Supreme Court Holds Post-Shift Security Screening Is Not Compensable Under FLSA
In Integrity Staffing Solutions, Inc. v Busk, the U.S. Supreme Court held that the time that employees spent waiting to undergo antitheft security screening before leaving work was not compensable under the Fair Labor Standards Act.
The employer, Integrity Staffing, provides warehouse staffing to Amazon.com. The warehouse employees retrieve products from the shelves and package them for delivery to Amazon customers. Before leaving the warehouse each day, the employees are required to undergo a security screening, in which they remove wallets, keys, belts, and other such items, and then pass through a metal detector. Two employees filed a class action against Integrity Staffing, claiming that the warehouse employees were entitled to compensation under the FLSA for the time they spent waiting for and undergoing the security screening each day, which because of the long line could take as much as 25 minutes.
Lower Courts’ Holdings
Under the FLSA, employees must be paid for each hour worked, but the statute did not define what is “work.” Therefore, Congress passed the Portal-to-Portal Act, specifying that activities that are preliminary or postliminary to the employee’s principal activity or activities are not compensable. Under prior Supreme Court caselaw, the term “principal activity or activities” embraces all activities that are an “integral and indispensable part of the principal activities.” What is meant by “integral and indispensable” was the question presented.
In this case, the district court dismissed the claims, holding that the security screening was not an integral and indispensable part of the employees’ principal activities, and was therefore noncompensable postliminary activity. On appeal, the U.S. Court of Appeals for the 9th Circuit reversed the district court’s ruling. The 9th Circuit held that post-shift activities become integral and indispensable to an employee’s principal activities if they are necessary to the principal work being performed and done for the benefit of the employer. In this case, because the screening was being done to prevent employee theft, the 9th Circuit found that screening was necessary to the employees’ work and being performed for Integrity Staffing’s benefit, and therefore the time spent waiting for and undergoing the screening was compensable.
The Supreme Court’s Ruling
The Supreme Court reversed the 9th Circuit’s holding. According to the Supreme Court, an activity is integral and indispensable to an employee’s principal activities “if it is an intrinsic element of those activities and one with which the employee cannot dispense if he is to perform this principal activities.” The Supreme Court also provided examples of when it found pre- or post-shift activities to meet this test. For example, the clothes changing and showering activities of battery plant employees were integral and indispensable because the chemicals in the plant were toxic to human beings. Also, the time meatpacking employees spent sharpening knives was compensable because dull knives would slow production, affect the appearance of the meat, cause waste and pose a safety hazard. In contrast, the time that poultry plant employees spent waiting to don protective gear was not compensable because such waiting was “two steps removed from the production line.” In the present case, the Supreme Court found that the employees’ principal activity was to retrieve products and package them, not to undergo a security screening. The screening could have been eliminated altogether without impairing the employees’ ability to complete their work.
The Supreme Court stated that the 9th Circuit had applied the wrong standard for determining whether an activity is integral and indispensable by focusing on whether the activity is required by the employer. The Supreme Court noted that the 9th Circuit’s test would encompass “the very activities that the Portal-to-Portal Act was designed to address.” As described in the Department of Labor’s regulations, such noncompensable activities include, under normal circumstances, checking in and out or waiting to do so, changing clothes, washing up or showering, and waiting in line to receive paychecks.
The Supreme Court also rejected the employees’ argument that the time spent waiting for the screening was compensable because it could have been reduced to a minimal period, if Integrity Staffing had taken other actions, like staggering shift-ending times or having more screening stations open. The Supreme Court noted that whether the time could have been reduced does not change the nature of the activity or its relationship to the principal activity.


> **Your assignment**
Every line in the records below with the string "inductive" needs to be copied out.

> **Listed records**
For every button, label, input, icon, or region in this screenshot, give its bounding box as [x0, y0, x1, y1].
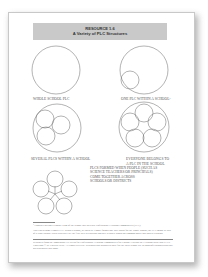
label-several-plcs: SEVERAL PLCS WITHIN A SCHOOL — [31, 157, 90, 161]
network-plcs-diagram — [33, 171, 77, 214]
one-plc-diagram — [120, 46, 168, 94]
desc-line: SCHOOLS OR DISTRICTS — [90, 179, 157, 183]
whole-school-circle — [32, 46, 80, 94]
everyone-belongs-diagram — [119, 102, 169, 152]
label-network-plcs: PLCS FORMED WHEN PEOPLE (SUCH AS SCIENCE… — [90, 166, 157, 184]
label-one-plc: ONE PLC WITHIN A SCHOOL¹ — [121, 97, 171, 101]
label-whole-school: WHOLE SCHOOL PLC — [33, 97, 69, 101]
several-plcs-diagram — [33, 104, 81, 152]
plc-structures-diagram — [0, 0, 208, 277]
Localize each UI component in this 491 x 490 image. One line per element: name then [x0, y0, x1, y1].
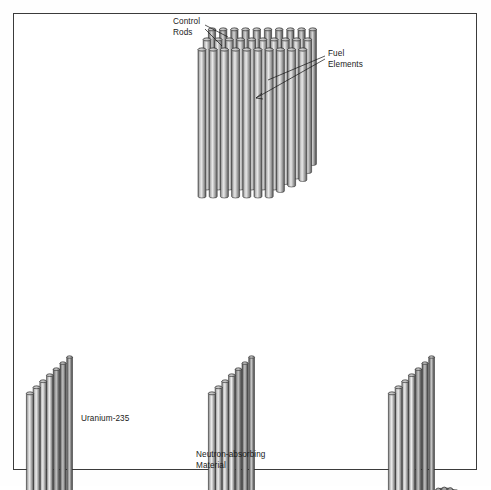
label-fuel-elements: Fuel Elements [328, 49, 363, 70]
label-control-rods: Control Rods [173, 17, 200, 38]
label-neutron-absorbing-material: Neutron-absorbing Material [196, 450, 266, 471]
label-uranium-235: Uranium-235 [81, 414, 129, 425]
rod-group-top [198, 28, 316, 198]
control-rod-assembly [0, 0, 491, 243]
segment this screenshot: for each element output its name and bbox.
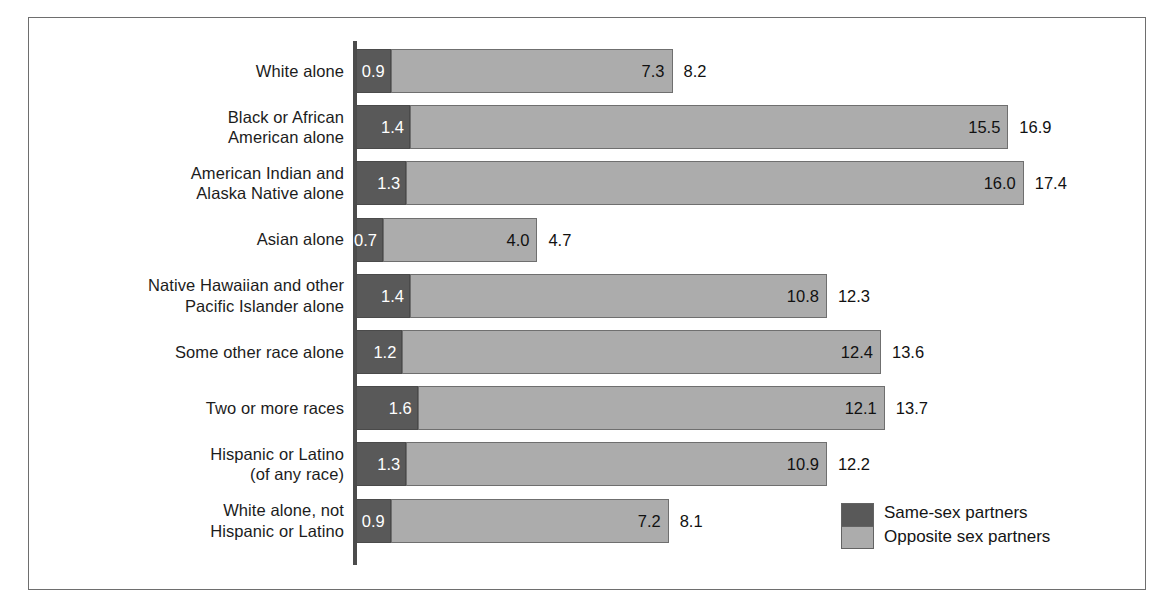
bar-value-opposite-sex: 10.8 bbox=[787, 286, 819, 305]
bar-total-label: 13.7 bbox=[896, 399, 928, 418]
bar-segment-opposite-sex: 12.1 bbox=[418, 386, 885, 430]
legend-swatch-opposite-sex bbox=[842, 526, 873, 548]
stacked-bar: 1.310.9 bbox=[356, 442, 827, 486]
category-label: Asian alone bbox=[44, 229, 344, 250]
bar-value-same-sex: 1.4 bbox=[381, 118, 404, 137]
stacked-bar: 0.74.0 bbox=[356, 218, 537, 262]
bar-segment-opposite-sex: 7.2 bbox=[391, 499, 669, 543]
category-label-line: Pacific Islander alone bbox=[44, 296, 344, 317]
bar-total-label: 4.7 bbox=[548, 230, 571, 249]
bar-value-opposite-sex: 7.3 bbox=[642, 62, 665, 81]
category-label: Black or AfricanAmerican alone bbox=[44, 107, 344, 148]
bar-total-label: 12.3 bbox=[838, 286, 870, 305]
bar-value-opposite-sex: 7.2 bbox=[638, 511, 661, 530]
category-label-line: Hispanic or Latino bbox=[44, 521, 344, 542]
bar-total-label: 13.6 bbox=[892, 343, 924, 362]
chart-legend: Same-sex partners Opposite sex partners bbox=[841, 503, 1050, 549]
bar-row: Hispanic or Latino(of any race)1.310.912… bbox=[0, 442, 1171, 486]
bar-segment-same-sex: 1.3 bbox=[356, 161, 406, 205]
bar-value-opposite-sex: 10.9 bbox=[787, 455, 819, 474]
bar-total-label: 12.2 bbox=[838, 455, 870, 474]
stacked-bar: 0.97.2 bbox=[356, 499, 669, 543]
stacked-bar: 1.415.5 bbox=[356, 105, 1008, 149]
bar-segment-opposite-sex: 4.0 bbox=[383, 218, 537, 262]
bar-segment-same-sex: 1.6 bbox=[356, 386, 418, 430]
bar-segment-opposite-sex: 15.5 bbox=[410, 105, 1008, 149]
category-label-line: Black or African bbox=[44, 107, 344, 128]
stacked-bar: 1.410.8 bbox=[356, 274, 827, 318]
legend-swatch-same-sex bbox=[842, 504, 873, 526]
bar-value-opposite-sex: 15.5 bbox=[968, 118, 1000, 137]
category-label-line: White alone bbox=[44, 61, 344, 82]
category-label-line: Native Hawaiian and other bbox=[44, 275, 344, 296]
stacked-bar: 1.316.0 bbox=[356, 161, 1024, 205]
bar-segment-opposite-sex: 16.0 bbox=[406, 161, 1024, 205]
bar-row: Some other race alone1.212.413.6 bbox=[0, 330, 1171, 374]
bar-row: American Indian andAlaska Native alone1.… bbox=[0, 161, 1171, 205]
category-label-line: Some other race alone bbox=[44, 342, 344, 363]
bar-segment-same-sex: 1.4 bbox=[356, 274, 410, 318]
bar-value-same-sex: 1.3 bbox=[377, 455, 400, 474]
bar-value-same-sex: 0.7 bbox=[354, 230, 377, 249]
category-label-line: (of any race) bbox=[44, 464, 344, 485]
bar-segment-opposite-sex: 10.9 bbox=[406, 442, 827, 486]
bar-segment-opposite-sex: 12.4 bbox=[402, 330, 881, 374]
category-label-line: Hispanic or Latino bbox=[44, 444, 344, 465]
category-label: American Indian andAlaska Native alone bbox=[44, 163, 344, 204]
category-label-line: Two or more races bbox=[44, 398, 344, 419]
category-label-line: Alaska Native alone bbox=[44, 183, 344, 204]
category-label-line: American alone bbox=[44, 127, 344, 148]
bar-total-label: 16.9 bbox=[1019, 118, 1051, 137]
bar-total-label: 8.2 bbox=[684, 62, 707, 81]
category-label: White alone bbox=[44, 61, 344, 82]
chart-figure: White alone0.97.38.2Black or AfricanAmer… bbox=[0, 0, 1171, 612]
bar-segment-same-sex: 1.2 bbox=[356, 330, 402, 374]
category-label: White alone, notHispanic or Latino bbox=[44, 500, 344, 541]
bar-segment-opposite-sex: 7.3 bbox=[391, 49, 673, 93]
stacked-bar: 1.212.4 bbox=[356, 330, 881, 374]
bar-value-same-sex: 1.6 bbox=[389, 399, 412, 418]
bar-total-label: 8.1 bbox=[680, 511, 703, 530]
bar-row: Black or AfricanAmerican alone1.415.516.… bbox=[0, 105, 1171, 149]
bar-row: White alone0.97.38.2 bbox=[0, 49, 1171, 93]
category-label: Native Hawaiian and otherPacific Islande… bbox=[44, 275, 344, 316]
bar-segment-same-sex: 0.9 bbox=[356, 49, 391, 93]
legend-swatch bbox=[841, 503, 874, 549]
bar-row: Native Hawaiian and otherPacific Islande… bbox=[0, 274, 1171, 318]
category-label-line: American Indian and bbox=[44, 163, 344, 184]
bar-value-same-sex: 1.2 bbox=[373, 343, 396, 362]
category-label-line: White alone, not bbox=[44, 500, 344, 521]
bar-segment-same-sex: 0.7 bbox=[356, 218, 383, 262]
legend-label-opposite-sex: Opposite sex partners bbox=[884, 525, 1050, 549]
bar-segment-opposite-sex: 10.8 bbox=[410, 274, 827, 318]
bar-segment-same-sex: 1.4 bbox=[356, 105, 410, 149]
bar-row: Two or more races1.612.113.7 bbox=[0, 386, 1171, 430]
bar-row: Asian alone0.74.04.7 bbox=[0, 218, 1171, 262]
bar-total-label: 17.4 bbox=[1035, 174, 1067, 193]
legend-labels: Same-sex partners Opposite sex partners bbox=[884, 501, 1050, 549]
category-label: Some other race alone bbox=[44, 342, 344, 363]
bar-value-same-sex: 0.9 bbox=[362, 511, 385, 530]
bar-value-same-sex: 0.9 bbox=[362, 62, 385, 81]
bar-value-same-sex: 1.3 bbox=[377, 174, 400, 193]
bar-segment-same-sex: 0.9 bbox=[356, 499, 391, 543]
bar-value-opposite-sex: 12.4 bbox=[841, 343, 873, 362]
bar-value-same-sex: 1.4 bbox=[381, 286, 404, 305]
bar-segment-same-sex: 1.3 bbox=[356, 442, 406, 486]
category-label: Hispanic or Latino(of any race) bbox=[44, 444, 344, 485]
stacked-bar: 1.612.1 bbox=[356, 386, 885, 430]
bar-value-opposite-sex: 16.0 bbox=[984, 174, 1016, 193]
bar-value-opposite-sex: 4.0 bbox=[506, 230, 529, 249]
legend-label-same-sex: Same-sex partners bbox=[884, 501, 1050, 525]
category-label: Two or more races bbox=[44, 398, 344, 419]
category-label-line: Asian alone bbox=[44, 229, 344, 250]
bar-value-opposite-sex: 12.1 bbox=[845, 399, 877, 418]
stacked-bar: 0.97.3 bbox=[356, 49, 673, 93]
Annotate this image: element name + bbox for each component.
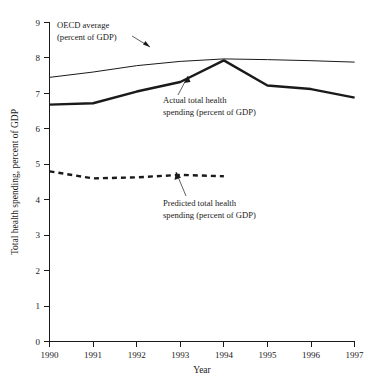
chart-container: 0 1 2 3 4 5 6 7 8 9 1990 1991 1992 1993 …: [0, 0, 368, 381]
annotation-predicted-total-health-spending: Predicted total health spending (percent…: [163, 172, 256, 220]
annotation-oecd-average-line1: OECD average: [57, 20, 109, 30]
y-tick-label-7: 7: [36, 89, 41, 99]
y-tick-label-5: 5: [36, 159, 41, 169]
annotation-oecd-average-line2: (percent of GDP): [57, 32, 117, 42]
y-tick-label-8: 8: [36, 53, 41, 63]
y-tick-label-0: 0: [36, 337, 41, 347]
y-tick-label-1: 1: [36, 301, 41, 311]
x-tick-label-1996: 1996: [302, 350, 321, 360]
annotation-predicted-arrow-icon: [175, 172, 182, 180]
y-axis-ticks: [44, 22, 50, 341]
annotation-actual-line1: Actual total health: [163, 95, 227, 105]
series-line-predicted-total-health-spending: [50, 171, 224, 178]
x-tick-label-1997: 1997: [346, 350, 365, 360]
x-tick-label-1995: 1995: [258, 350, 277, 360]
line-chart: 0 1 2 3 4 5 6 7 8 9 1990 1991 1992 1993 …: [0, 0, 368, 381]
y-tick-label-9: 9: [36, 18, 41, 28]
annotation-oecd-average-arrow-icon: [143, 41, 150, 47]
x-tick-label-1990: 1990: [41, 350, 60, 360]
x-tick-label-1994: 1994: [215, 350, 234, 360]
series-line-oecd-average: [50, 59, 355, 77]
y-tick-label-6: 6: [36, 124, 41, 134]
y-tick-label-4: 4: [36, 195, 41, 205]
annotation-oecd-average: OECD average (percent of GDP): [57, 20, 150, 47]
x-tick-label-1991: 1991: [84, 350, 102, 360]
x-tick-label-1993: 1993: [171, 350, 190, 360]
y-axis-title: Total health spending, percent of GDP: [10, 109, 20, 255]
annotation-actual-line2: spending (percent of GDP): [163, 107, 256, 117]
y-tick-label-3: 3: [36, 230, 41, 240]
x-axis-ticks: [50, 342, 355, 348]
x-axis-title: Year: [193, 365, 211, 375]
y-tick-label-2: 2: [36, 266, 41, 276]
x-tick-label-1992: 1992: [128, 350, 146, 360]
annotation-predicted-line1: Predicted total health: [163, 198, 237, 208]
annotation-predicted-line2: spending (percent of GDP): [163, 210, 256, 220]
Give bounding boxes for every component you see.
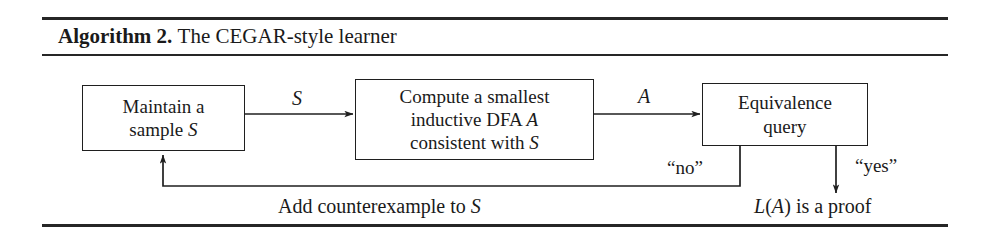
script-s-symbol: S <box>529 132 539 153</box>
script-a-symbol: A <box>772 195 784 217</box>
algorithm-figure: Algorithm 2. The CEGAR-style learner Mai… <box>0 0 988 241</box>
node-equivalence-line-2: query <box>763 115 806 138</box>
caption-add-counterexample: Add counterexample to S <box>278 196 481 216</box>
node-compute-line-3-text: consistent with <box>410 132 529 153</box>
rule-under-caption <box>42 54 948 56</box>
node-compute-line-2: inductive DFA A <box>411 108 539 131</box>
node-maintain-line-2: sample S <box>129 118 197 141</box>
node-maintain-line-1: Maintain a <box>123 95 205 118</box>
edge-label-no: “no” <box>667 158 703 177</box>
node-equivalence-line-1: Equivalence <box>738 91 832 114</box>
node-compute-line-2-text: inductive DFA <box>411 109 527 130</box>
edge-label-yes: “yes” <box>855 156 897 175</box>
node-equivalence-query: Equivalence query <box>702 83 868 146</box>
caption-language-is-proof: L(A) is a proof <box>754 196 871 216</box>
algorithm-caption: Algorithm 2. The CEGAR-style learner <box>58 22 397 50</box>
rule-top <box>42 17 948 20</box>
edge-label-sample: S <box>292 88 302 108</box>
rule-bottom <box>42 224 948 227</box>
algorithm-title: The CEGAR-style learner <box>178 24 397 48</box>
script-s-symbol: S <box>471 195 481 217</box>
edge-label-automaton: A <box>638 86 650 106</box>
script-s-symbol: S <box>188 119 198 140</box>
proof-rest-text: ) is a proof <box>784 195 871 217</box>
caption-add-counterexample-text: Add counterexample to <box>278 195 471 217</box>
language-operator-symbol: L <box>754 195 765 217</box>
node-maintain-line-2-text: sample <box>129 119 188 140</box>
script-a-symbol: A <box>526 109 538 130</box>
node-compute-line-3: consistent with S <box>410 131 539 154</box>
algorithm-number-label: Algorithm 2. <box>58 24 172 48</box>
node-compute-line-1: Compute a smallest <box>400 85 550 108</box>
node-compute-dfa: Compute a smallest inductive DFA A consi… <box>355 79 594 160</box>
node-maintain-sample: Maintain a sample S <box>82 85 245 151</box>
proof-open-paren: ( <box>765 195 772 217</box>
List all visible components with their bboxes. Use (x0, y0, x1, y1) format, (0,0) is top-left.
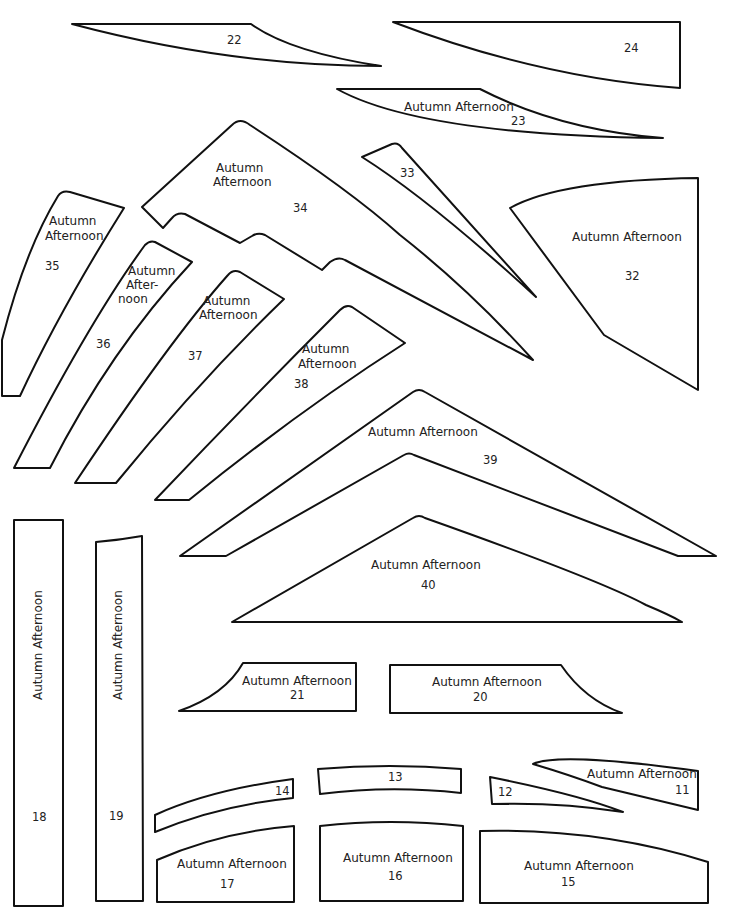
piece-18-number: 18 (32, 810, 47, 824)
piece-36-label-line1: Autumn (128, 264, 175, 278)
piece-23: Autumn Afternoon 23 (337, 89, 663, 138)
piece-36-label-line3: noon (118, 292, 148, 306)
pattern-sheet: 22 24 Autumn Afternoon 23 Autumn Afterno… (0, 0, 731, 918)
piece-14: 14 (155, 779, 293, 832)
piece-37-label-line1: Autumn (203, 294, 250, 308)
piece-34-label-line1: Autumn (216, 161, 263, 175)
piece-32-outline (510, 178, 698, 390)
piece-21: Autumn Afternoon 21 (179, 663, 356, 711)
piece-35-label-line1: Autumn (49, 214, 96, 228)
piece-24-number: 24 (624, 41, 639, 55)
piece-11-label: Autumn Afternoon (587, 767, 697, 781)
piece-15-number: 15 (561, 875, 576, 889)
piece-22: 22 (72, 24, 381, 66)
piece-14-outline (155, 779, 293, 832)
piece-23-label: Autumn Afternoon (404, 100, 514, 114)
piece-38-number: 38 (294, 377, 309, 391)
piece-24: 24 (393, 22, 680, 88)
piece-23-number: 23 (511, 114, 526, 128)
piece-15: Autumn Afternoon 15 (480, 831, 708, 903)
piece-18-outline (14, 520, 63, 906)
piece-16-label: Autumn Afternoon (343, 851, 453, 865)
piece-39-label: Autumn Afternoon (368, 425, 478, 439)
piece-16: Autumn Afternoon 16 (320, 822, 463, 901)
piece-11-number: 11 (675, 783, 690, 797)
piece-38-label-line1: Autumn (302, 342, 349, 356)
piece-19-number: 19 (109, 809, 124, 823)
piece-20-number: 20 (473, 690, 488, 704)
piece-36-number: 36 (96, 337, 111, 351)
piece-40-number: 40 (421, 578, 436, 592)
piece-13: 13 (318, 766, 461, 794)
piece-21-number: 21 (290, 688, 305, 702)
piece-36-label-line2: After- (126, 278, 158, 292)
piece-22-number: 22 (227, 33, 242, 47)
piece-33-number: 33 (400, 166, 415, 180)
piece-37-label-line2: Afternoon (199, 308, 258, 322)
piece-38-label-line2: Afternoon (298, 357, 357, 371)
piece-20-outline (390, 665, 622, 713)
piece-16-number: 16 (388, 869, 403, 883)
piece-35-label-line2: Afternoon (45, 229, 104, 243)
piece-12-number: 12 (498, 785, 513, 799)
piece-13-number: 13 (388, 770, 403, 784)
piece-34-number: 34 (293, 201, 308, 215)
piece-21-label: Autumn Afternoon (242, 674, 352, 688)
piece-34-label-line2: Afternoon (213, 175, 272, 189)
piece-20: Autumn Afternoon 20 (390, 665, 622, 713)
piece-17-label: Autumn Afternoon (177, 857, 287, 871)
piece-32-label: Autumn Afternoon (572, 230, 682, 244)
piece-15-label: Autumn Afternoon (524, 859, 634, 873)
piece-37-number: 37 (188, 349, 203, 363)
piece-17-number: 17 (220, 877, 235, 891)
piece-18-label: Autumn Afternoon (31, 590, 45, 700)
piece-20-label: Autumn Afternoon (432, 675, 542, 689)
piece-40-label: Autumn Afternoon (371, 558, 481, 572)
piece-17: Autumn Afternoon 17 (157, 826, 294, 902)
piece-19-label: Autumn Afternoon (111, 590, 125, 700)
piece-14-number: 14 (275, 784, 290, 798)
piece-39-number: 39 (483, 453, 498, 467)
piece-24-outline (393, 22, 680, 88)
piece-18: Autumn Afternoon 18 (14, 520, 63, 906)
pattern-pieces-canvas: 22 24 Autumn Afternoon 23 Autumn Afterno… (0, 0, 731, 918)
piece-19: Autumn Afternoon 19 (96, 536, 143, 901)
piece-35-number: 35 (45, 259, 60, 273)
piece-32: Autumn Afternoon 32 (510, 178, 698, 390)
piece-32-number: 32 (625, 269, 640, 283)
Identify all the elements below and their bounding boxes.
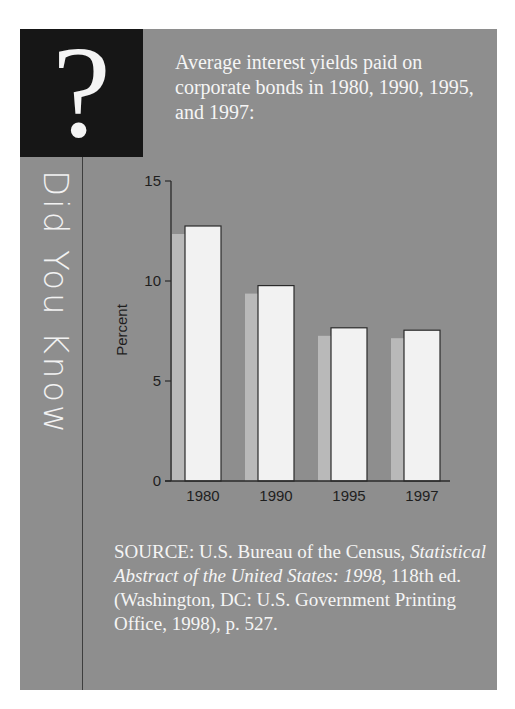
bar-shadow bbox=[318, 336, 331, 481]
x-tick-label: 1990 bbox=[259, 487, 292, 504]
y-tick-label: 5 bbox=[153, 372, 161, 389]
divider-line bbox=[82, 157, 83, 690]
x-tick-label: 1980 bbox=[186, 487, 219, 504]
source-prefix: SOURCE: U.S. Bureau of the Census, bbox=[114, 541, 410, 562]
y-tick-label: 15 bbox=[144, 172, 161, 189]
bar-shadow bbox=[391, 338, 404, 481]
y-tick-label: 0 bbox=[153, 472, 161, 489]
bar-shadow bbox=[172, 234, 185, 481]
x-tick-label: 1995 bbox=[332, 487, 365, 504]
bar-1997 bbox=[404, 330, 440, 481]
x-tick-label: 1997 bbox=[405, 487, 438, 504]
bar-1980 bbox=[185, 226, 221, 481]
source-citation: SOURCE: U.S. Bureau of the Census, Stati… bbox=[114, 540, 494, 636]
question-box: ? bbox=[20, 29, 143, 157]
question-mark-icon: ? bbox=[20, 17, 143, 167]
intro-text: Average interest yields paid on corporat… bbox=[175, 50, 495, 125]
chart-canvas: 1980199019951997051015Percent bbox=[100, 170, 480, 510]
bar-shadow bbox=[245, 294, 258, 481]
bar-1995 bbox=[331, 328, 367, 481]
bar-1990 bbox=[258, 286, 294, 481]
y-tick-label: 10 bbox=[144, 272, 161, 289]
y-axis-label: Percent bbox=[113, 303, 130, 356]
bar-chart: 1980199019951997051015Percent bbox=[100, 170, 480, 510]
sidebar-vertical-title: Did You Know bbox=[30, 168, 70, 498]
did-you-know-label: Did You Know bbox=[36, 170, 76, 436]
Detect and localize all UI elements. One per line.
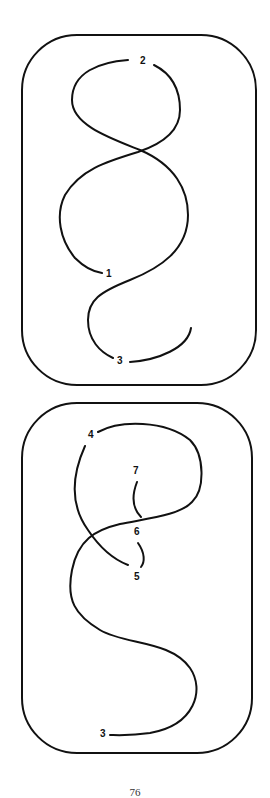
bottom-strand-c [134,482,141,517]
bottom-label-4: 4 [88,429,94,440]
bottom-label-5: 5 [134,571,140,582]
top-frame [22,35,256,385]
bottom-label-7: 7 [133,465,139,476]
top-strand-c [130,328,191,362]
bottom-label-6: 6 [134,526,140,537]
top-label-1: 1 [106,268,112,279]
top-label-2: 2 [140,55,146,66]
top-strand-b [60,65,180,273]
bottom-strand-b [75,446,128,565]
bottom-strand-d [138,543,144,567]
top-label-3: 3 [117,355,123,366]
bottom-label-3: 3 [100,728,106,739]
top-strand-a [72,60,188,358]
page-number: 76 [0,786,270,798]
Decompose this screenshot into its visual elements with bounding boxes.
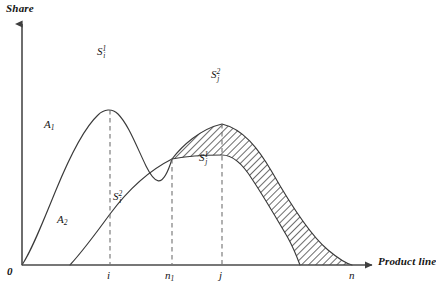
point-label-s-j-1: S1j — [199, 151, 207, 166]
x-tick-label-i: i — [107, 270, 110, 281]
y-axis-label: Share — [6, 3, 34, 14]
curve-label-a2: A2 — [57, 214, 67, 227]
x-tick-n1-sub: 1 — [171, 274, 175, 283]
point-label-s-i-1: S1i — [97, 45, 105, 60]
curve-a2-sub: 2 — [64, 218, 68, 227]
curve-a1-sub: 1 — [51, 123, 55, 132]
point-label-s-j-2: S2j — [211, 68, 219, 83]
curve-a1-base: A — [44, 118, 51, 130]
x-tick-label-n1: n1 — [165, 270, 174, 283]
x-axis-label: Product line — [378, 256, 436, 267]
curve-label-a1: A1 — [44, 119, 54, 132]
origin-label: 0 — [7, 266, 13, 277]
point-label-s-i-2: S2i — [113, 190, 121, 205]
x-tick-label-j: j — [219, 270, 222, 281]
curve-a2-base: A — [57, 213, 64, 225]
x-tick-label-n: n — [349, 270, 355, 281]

> **Final answer**
node-compute-line-2: inductive DFA A <box>411 108 539 131</box>
node-compute-line-2-text: inductive DFA <box>411 109 527 130</box>
node-compute-dfa: Compute a smallest inductive DFA A consi… <box>355 79 594 160</box>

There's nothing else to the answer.